Chapter 2. Syntactic Analysis (Parsing)
The main use case of Esprima is to parse a JavaScript program. This is also known as syntactic analysis.
Esprima parser takes a string representing a valid JavaScript program and produces a syntax tree, an ordered tree that describes the syntactic structure of the program. The resulting syntax tree is useful for various purposes, from program transformation to static program analysis.
The interface of the parse
function is as follows:
- esprima.parse(input, config, delegate)
where
input
is the string representing the program to be parsedconfig
is an object used to customize the parsing behavior (optional)delegate
is a callback function invoked for every single node (optional)
The input
argument is mandatory. Its type must be a string, otherwise the parsing behavior is not determined. The other two arguments, config
and delegate
, are optional.
The object returned by the parse
function is the syntax tree, following the format described in details in Appendix A. Syntax Tree Format.
The description of various parsing configuration is summarized in the following table:
Name | Type | Default | Description |
---|---|---|---|
sourceType | String | “script” | Define the program type: a script or a module |
jsx | Boolean | false | Support JSX syntax |
range | Boolean | false | Annotate each node with its index-based location |
loc | Boolean | false | Annotate each node with its column and row-based location |
tolerant | Boolean | false | Tolerate a few cases of syntax errors |
tokens | Boolean | false | Collect every token |
comment | Boolean | false | Collect every line and block comment |
The previous chapter, Getting Started, already demonstrates the simplest possible example of using Esprima parser. To use it as the basis for further experiments, use Runkit and tweak the existing demo notebook: runkit.com/ariya/esprima-parse-demo.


All of the listing must be given again exactly, except that the images are dropped.

:: Dataset records ::
┌────────

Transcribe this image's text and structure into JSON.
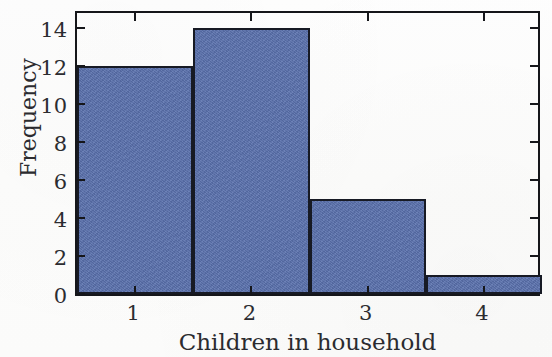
{
  "chart_data": {
    "type": "bar",
    "title": "",
    "subtitle": "",
    "xlabel": "Children in household",
    "ylabel": "Frequency",
    "categories": [
      "1",
      "2",
      "3",
      "4"
    ],
    "values": [
      12,
      14,
      5,
      1
    ],
    "series": [
      {
        "name": "Frequency",
        "values": [
          12,
          14,
          5,
          1
        ]
      }
    ],
    "ylim": [
      0,
      15
    ],
    "xlim": [
      0.5,
      4.5
    ],
    "y_ticks": [
      0,
      2,
      4,
      6,
      8,
      10,
      12,
      14
    ],
    "y_tick_labels": [
      "0",
      "2",
      "4",
      "6",
      "8",
      "10",
      "12",
      "14"
    ],
    "x_ticks": [
      1,
      2,
      3,
      4
    ],
    "x_tick_labels": [
      "1",
      "2",
      "3",
      "4"
    ],
    "grid": false,
    "legend": false,
    "legend_position": "none",
    "bar_color": "#5a71ae",
    "bar_edge_color": "#171a24",
    "axis_color": "#15161a",
    "background_color": "#fdfdfc",
    "ticks_inward_all_sides": true,
    "bar_width_fraction": 1.0
  }
}
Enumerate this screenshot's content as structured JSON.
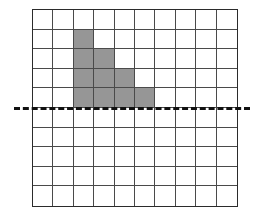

└────────

:: Response ::
Transcribe this image's text and structure into JSON.
{
  "chart_data": {
    "type": "bar",
    "title": "",
    "subtitle": "",
    "xlabel": "Children in household",
    "ylabel": "Frequency",
    "categories": [
      "1",
      "2",
      "3",
      "4"
    ],
    "values": [
      12,
      14,
      5,
      1
    ],
    "series": [
      {
        "name": "Frequency",
        "values": [
          12,
          14,
          5,
          1
        ]
      }
    ],
    "ylim": [
      0,
      15
    ],
    "xlim": [
      0.5,
      4.5
    ],
    "y_ticks": [
      0,
      2,
      4,
      6,
      8,
      10,
      12,
      14
    ],
    "y_tick_labels": [
      "0",
      "2",
      "4",
      "6",
      "8",
      "10",
      "12",
      "14"
    ],
    "x_ticks": [
      1,
      2,
      3,
      4
    ],
    "x_tick_labels": [
      "1",
      "2",
      "3",
      "4"
    ],
    "grid": false,
    "legend": false,
    "legend_position": "none",
    "bar_color": "#5a71ae",
    "bar_edge_color": "#171a24",
    "axis_color": "#15161a",
    "background_color": "#fdfdfc",
    "ticks_inward_all_sides": true,
    "bar_width_fraction": 1.0
  }
}
Enumerate this screenshot's content as structured JSON.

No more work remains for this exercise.